Taking these ndings into account, it may be important to assess what potential risks arise from introducing a real-money information market. If traders are allowed to buy any amount of shares in such a market, the participants with signicantly more nancial resources might exert signicantly more inuence on the market prices. Drawing from

the results of Deck et al. (2013), these traders could consequently be able to manipu-late market price interpretations. Such a danger can be mitigated by limiting overall individual investment. Furthermore, requiring participants to invest real money would eventually cause some participants to lose money, in the case the market derives liquid-ity only from participants' investments. It appears questionable whether information markets would still be broadly perceived as a enjoyable experience by the vast majority of participants. Early-phase innovation evaluations that lack valid ex-post criteria to determine stock payout could particularly suer from being perceived as unfair in the case that participants lose real money based on evaluations that do not necessarily re-ect true value.

After the initiator decides to base incentives on participants' real-money investments or personal funds in a play-money market, an appropriate incentive scheme needs to be designed. Three options are most commonly used in experimental, public or corporate information markets (Spann and Skiera 2003a; Luckner 2008, p. 81):

1. Participants' prize money or probability of winning a prize is deducted from their portfolio after the stocks have been paid out via a transformation function, e.g. 1 US-$ per currency unit in the portfolio after the stocks have been paid out.

2. Prizes are paid out according to participants' rank order after the stocks have been paid out, e.g. 500 US-$ to the best, 300 US-$ to the second-best, and 200 US-$ to the third-best trader.

3. Prizes are awarded independent of information market performance, e.g. a at fee is paid to every participant.

In their eld study, Luckner (2007) found that only rank-order and performance-compatible schemes lead to good prediction results, stressing the necessity for incentivizing truthful information revelation. Yet, the researchers also nd that incentives via portfolio trans-formation may reduce trading activity due to risk aversion. Building on previous work showing that individuals are, on average, mildly risk averse, the authors argue that indi-viduals will be more reluctant to engage in trading when each trade has a direct impact on unambiguous cash holdings.

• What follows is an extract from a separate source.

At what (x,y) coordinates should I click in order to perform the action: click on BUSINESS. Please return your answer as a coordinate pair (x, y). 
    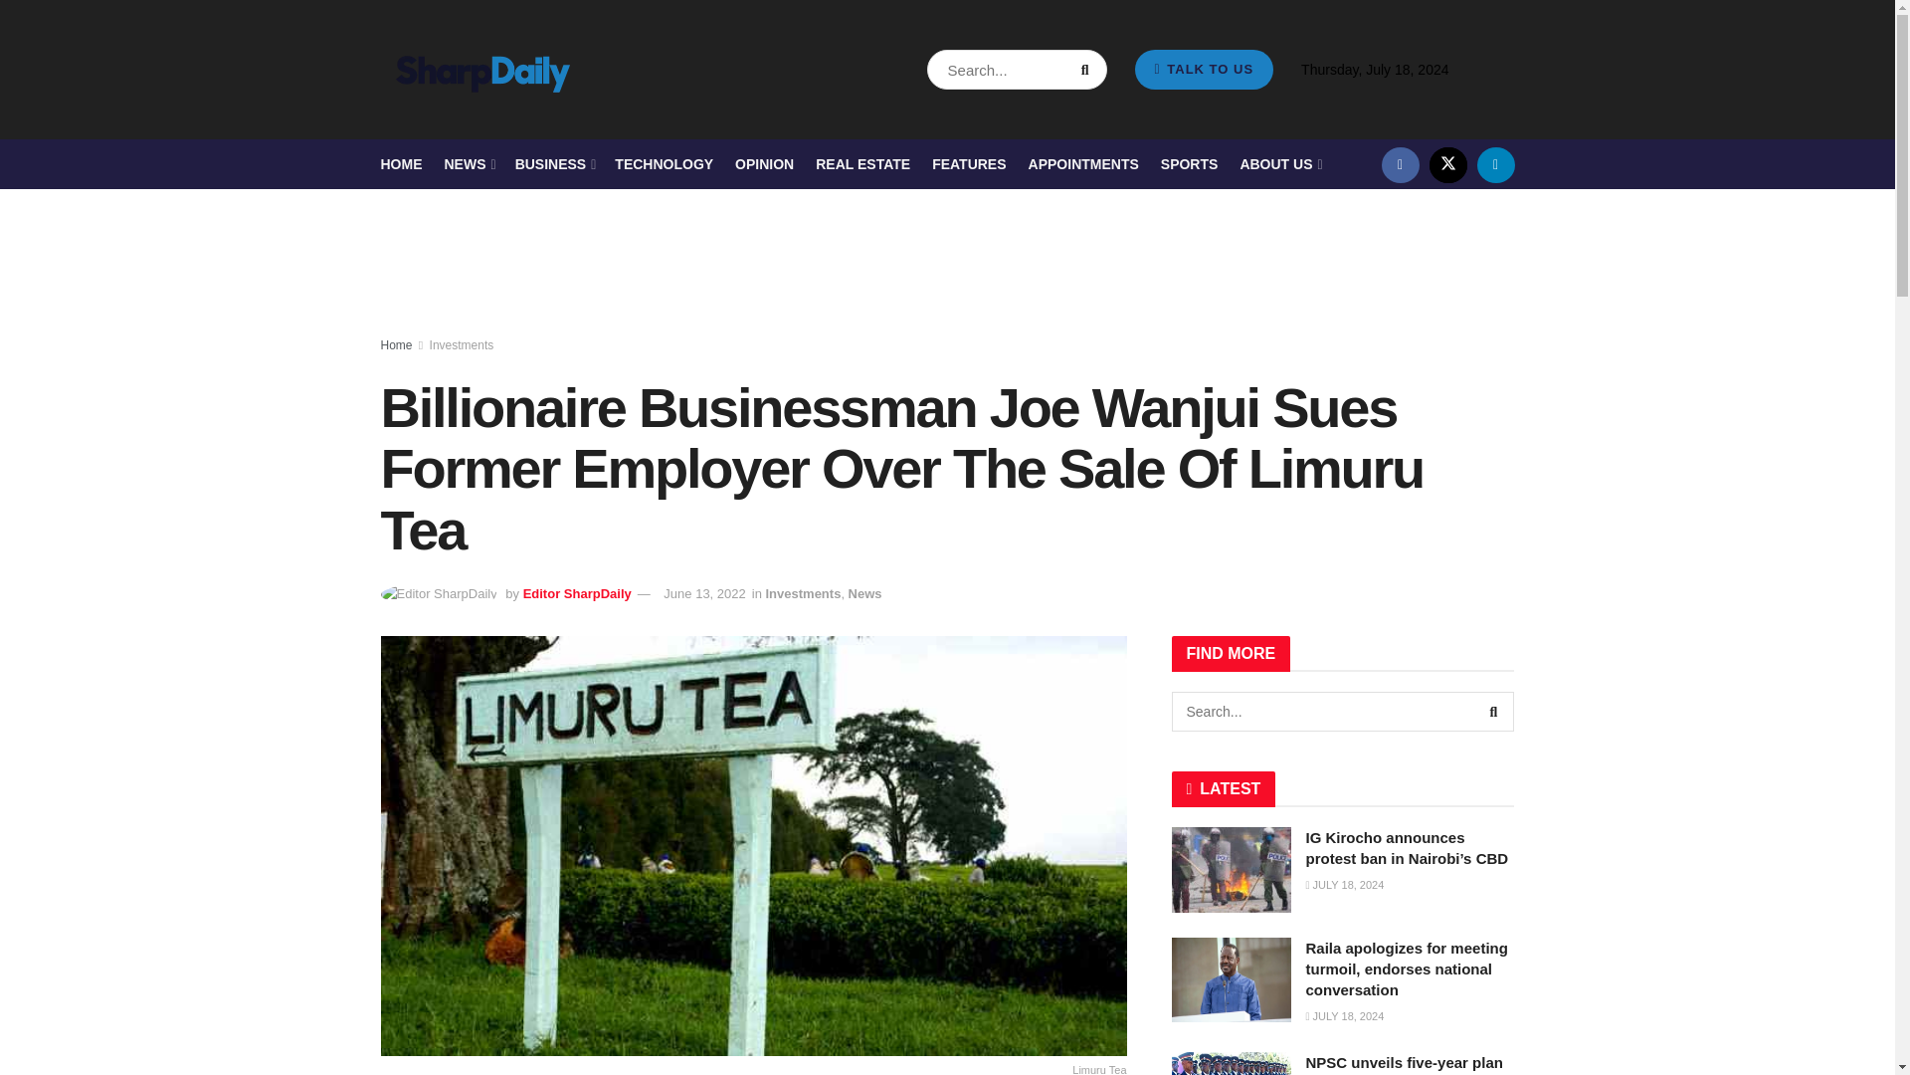
    Looking at the image, I should click on (555, 164).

In our examples of information markets for innovation evaluation, we nd 9 studies that employed rank-order tournaments to distribute incentives among participants, and only one very early application by Chen and Plott (2002) that cashed out participants by transforming their nal portfolio value into real currency. It appears sensible to use

rankings to rae prices where the number of entries you get is determined by your rank;

particularly in markets with many participants. Initiators may nd it necessary to cap incentives at a certain threshold of participants in order to limit prize money but still create attractive incentives for the best traders.

In sum, performance-related incentives are a necessary precursor for the aggregation of information by information markets. Yet, previous applications and research have shown that it may be harmful to require participants to invest private funds for trading. In most of these applications discussed, initiators handed out play money to traders and distributed incentives among the top ranking traders after the markets had nished.